Monday, December 04, 2006

Do we need Superman at Advent?

The certainty of Christian hope lies beyond passion and beyond knowledge. Therefore we must sometimes expect our hope to come in conflict with darkness, desperation and ignorance. Therefore, too, we must remember that Christian optimism is not a perpetual sense of euphoria, an indefectible comfort in whose presence neither anguish nor tragedy can possibly exist. We must not strive to maintain a climate of optimism by the mere suppression of tragic realities. Christian optimism lies in a hope of victory that transcends all tragedy: a victory in which we pass beyond tragedy to glory with Christ crucified and risen...

But the Church in preparing us for the birth of a "great prophet," a Savior and a King of Peace, has more in mind than seasonal cheer. The Advent mystery focuses the light of faith upon the very meaning of life, of history, of man, of the world and of our own being. In Advent we celebrate the coming and indeed the presence of Christ in our world. We witness to His presence even in the midst of all its inscrutable problems and tragedies. Our Advent faith is not an escape from the world to a misty realm of slogans and comforts which declare our problems to be unreal, our tragedies nonexistent.


Thomas Merton. Seasons of Celebration. New York: Farrar, Straus and Giroux, 1950: 88-89

Recently I've been thinking a lot about our "hope... that transcends all tragedies," and about the immense tragedies that face humanity at every turn. I look at the faces on TV, of refugees, of those who have lost everything to war, famine, disease, and now at Advent most poignantly I find myself asking, with the psalmists and the prophets
, "O Lord, how long? How much more can we take?"

And yet as Christians we do witness to our Saviour's presence even in the renewed shadow of the nuclear threat, with locations across London contaminated with radiation, and a Prime Minister committing to mortgage the future of our communities' health, education and policing to buy brand new capabilities for thermonuclear war. We do witness to his presence even as concerns over levels of immigration threaten to open the door to institutionalised racism, and "buy to let" fever takes even more houses forever out of the reach of young couples setting up home together for the first time. We do witness to his presence even in the devastated streets of Baghdad, in the refugee camps of Dharfur and the flood plains of Somalia.

"Jesus saves!" crowed the old bumper stickers - and he does, still, save in the most astonishing and immeasurable way the lost and the hungry, the sick and the dispossessed, the rich and the disillusioned, across all this broken, weeping world. Sometimes our faith comes right down to this wire, to the bare truth of Romans 8:28, that "... all things work together for good for those who love God, who are called according to his purpose." His ways are not our ways (Isaiah 55:8-9) and his salvation is sometimes radically different from the kind offered by caped individuals who wear their underpants on the outside.

After all, why would the expected Messiah, King of Kings, be conceived out of wedlock, be born in poverty and obscurity, and freely give himself to die in
agony and disgrace, if God did things our way? What would a superhero have to say to a blind beggar, shouting in the crowd, or a broken woman whose illness made her forever unclean? What would he have to say to me?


▸ **Exercise brief**: Your output should match the listing below word for word, without any images.

▸ **Extracted records**:
******************************

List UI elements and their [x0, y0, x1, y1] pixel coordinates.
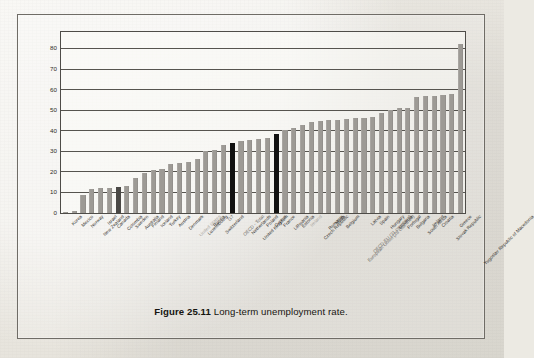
y-axis-tick-label: 0 — [53, 209, 57, 216]
bar — [212, 150, 217, 213]
y-axis-tick-label: 20 — [50, 167, 57, 174]
figure-frame: 01020304050607080 KoreaMexicoNorwayNew Z… — [17, 14, 485, 339]
bar — [388, 110, 393, 213]
bar — [432, 96, 437, 213]
bar — [142, 173, 147, 213]
bar — [309, 122, 314, 213]
bars-container — [61, 32, 465, 213]
bar — [256, 139, 261, 213]
bar — [186, 162, 191, 213]
bar — [335, 120, 340, 213]
bar — [326, 120, 331, 213]
bar — [318, 121, 323, 213]
bar — [379, 113, 384, 213]
bar — [423, 96, 428, 213]
bar — [238, 141, 243, 213]
bar — [361, 118, 366, 213]
bar — [151, 170, 156, 213]
bar — [282, 130, 287, 213]
y-axis-tick-label: 70 — [50, 65, 57, 72]
bar — [458, 44, 463, 213]
bar — [397, 108, 402, 213]
y-axis-tick-label: 50 — [50, 106, 57, 113]
bar — [195, 159, 200, 213]
bar — [80, 195, 85, 214]
bar — [230, 143, 235, 213]
y-axis-tick-label: 30 — [50, 147, 57, 154]
bar — [177, 163, 182, 213]
chart-plot-area — [60, 31, 466, 214]
bar — [203, 151, 208, 213]
y-axis-tick-label: 60 — [50, 85, 57, 92]
bar — [247, 140, 252, 213]
bar — [344, 119, 349, 213]
bar — [72, 211, 77, 213]
bar — [159, 169, 164, 213]
bar — [449, 94, 454, 213]
y-axis-tick-label: 40 — [50, 126, 57, 133]
bar — [274, 134, 279, 213]
bar — [98, 188, 103, 213]
y-axis-tick-label: 80 — [50, 44, 57, 51]
bar — [353, 118, 358, 213]
bar — [405, 108, 410, 213]
figure-number: Figure 25.11 — [154, 306, 211, 317]
bar — [116, 187, 121, 213]
bar — [414, 97, 419, 213]
bar — [370, 117, 375, 213]
bar — [440, 95, 445, 213]
bar — [265, 138, 270, 213]
y-axis-tick-labels: 01020304050607080 — [38, 31, 57, 212]
bar — [107, 188, 112, 213]
bar — [89, 189, 94, 213]
bar — [63, 212, 68, 213]
bar — [221, 145, 226, 213]
bar — [291, 128, 296, 213]
bar — [124, 186, 129, 213]
y-axis-tick-label: 10 — [50, 188, 57, 195]
bar — [300, 125, 305, 213]
figure-caption: Figure 25.11 Long-term unemployment rate… — [18, 306, 484, 317]
bar — [168, 164, 173, 213]
bar — [133, 178, 138, 213]
figure-caption-text: Long-term unemployment rate. — [214, 306, 348, 317]
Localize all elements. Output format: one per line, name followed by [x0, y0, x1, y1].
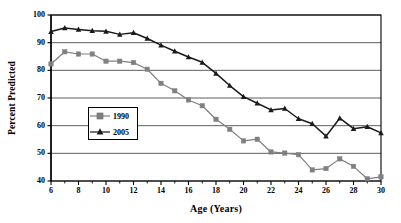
y-tick-label: 50 — [23, 148, 45, 157]
data-point-1990 — [104, 59, 108, 63]
legend-label-1990: 1990 — [113, 112, 129, 121]
legend-item-2005: 2005 — [89, 124, 137, 140]
x-tick-label: 30 — [371, 186, 391, 195]
data-point-1990 — [324, 166, 328, 170]
data-point-2005 — [337, 115, 343, 120]
y-tick-label: 70 — [23, 93, 45, 102]
data-point-1990 — [200, 104, 204, 108]
data-point-1990 — [131, 60, 135, 64]
x-tick-label: 16 — [179, 186, 199, 195]
data-point-1990 — [76, 52, 80, 56]
data-point-1990 — [296, 153, 300, 157]
y-axis-title-text: Percent Predicted — [7, 61, 17, 135]
y-tick-label: 80 — [23, 65, 45, 74]
legend-swatch-1990 — [89, 109, 111, 123]
data-point-1990 — [351, 164, 355, 168]
data-point-1990 — [338, 157, 342, 161]
x-tick-label: 6 — [41, 186, 61, 195]
x-tick-label: 14 — [151, 186, 171, 195]
x-tick-label: 24 — [289, 186, 309, 195]
chart-container: Percent Predicted Age (Years) 1990 2005 … — [0, 0, 401, 223]
x-tick-label: 10 — [96, 186, 116, 195]
data-point-1990 — [379, 175, 383, 179]
data-point-1990 — [173, 89, 177, 93]
y-tick-label: 100 — [23, 10, 45, 19]
data-point-1990 — [49, 62, 53, 66]
x-tick-label: 28 — [344, 186, 364, 195]
data-point-1990 — [241, 139, 245, 143]
data-point-1990 — [145, 67, 149, 71]
legend-label-2005: 2005 — [113, 128, 129, 137]
data-point-1990 — [214, 117, 218, 121]
legend-item-1990: 1990 — [89, 108, 137, 124]
y-tick-label: 40 — [23, 176, 45, 185]
data-point-1990 — [283, 151, 287, 155]
legend-swatch-2005 — [89, 125, 111, 139]
data-point-1990 — [90, 52, 94, 56]
y-tick-label: 90 — [23, 38, 45, 47]
data-point-1990 — [63, 50, 67, 54]
y-axis-title: Percent Predicted — [0, 0, 24, 195]
data-point-1990 — [186, 98, 190, 102]
x-tick-label: 20 — [234, 186, 254, 195]
x-tick-label: 26 — [316, 186, 336, 195]
data-point-1990 — [118, 59, 122, 63]
x-tick-label: 18 — [206, 186, 226, 195]
x-axis-title-text: Age (Years) — [190, 203, 242, 214]
data-point-1990 — [310, 168, 314, 172]
chart-legend: 1990 2005 — [88, 107, 138, 140]
x-tick-label: 12 — [124, 186, 144, 195]
x-axis-title: Age (Years) — [51, 198, 381, 216]
data-point-1990 — [228, 127, 232, 131]
data-point-1990 — [365, 177, 369, 181]
data-point-1990 — [269, 150, 273, 154]
data-point-1990 — [255, 137, 259, 141]
data-point-1990 — [159, 81, 163, 85]
x-tick-label: 8 — [69, 186, 89, 195]
x-tick-label: 22 — [261, 186, 281, 195]
y-tick-label: 60 — [23, 121, 45, 130]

******************************

▸ **Output of the task**:
List UI elements and their [x0, y0, x1, y1] pixel coordinates.
y-axis-tick-label: 0 — [53, 209, 57, 216]
bar — [212, 150, 217, 213]
y-axis-tick-label: 20 — [50, 167, 57, 174]
figure-frame: 01020304050607080 KoreaMexicoNorwayNew Z… — [17, 14, 485, 339]
bar — [388, 110, 393, 213]
bar — [432, 96, 437, 213]
bar — [142, 173, 147, 213]
bar — [309, 122, 314, 213]
bars-container — [61, 32, 465, 213]
bar — [256, 139, 261, 213]
bar — [186, 162, 191, 213]
bar — [335, 120, 340, 213]
bar — [326, 120, 331, 213]
bar — [318, 121, 323, 213]
bar — [379, 113, 384, 213]
bar — [423, 96, 428, 213]
bar — [238, 141, 243, 213]
bar — [361, 118, 366, 213]
bar — [151, 170, 156, 213]
bar — [282, 130, 287, 213]
y-axis-tick-label: 70 — [50, 65, 57, 72]
bar — [458, 44, 463, 213]
bar — [397, 108, 402, 213]
y-axis-tick-label: 50 — [50, 106, 57, 113]
bar — [195, 159, 200, 213]
bar — [80, 195, 85, 214]
bar — [230, 143, 235, 213]
y-axis-tick-label: 30 — [50, 147, 57, 154]
bar — [177, 163, 182, 213]
chart-plot-area — [60, 31, 466, 214]
bar — [203, 151, 208, 213]
y-axis-tick-label: 60 — [50, 85, 57, 92]
bar — [247, 140, 252, 213]
bar — [344, 119, 349, 213]
bar — [72, 211, 77, 213]
bar — [159, 169, 164, 213]
bar — [449, 94, 454, 213]
y-axis-tick-label: 40 — [50, 126, 57, 133]
bar — [274, 134, 279, 213]
bar — [98, 188, 103, 213]
y-axis-tick-label: 80 — [50, 44, 57, 51]
bar — [353, 118, 358, 213]
bar — [405, 108, 410, 213]
figure-number: Figure 25.11 — [154, 306, 211, 317]
bar — [116, 187, 121, 213]
bar — [414, 97, 419, 213]
bar — [370, 117, 375, 213]
bar — [440, 95, 445, 213]
bar — [265, 138, 270, 213]
y-axis-tick-labels: 01020304050607080 — [38, 31, 57, 212]
bar — [107, 188, 112, 213]
bar — [89, 189, 94, 213]
bar — [63, 212, 68, 213]
bar — [221, 145, 226, 213]
bar — [291, 128, 296, 213]
bar — [124, 186, 129, 213]
y-axis-tick-label: 10 — [50, 188, 57, 195]
bar — [300, 125, 305, 213]
figure-caption: Figure 25.11 Long-term unemployment rate… — [18, 306, 484, 317]
bar — [168, 164, 173, 213]
bar — [133, 178, 138, 213]
figure-caption-text: Long-term unemployment rate. — [214, 306, 348, 317]
Localize all elements. Output format: one per line, name followed by [x0, y0, x1, y1].
y-tick-label: 50 — [23, 148, 45, 157]
data-point-1990 — [104, 59, 108, 63]
legend-label-1990: 1990 — [113, 112, 129, 121]
legend-item-2005: 2005 — [89, 124, 137, 140]
x-tick-label: 30 — [371, 186, 391, 195]
data-point-1990 — [324, 166, 328, 170]
data-point-2005 — [337, 115, 343, 120]
y-tick-label: 70 — [23, 93, 45, 102]
data-point-1990 — [200, 104, 204, 108]
data-point-1990 — [131, 60, 135, 64]
x-tick-label: 16 — [179, 186, 199, 195]
data-point-1990 — [76, 52, 80, 56]
data-point-1990 — [296, 153, 300, 157]
y-axis-title-text: Percent Predicted — [7, 61, 17, 135]
y-tick-label: 80 — [23, 65, 45, 74]
legend-swatch-1990 — [89, 109, 111, 123]
data-point-1990 — [351, 164, 355, 168]
data-point-1990 — [338, 157, 342, 161]
x-tick-label: 6 — [41, 186, 61, 195]
x-tick-label: 14 — [151, 186, 171, 195]
x-tick-label: 24 — [289, 186, 309, 195]
chart-container: Percent Predicted Age (Years) 1990 2005 … — [0, 0, 401, 223]
x-tick-label: 10 — [96, 186, 116, 195]
data-point-1990 — [379, 175, 383, 179]
data-point-1990 — [173, 89, 177, 93]
y-tick-label: 100 — [23, 10, 45, 19]
data-point-1990 — [49, 62, 53, 66]
x-tick-label: 28 — [344, 186, 364, 195]
data-point-1990 — [241, 139, 245, 143]
data-point-1990 — [145, 67, 149, 71]
legend-label-2005: 2005 — [113, 128, 129, 137]
data-point-1990 — [214, 117, 218, 121]
legend-item-1990: 1990 — [89, 108, 137, 124]
y-tick-label: 40 — [23, 176, 45, 185]
data-point-1990 — [283, 151, 287, 155]
legend-swatch-2005 — [89, 125, 111, 139]
data-point-1990 — [90, 52, 94, 56]
y-tick-label: 90 — [23, 38, 45, 47]
data-point-1990 — [63, 50, 67, 54]
y-axis-title: Percent Predicted — [0, 0, 24, 195]
data-point-1990 — [186, 98, 190, 102]
x-tick-label: 20 — [234, 186, 254, 195]
x-tick-label: 26 — [316, 186, 336, 195]
data-point-1990 — [118, 59, 122, 63]
x-tick-label: 18 — [206, 186, 226, 195]
x-axis-title-text: Age (Years) — [190, 203, 242, 214]
data-point-1990 — [310, 168, 314, 172]
chart-legend: 1990 2005 — [88, 107, 138, 140]
x-tick-label: 12 — [124, 186, 144, 195]
x-axis-title: Age (Years) — [51, 198, 381, 216]
data-point-1990 — [228, 127, 232, 131]
data-point-1990 — [365, 177, 369, 181]
data-point-1990 — [269, 150, 273, 154]
data-point-1990 — [255, 137, 259, 141]
data-point-1990 — [159, 81, 163, 85]
x-tick-label: 8 — [69, 186, 89, 195]
x-tick-label: 22 — [261, 186, 281, 195]
y-tick-label: 60 — [23, 121, 45, 130]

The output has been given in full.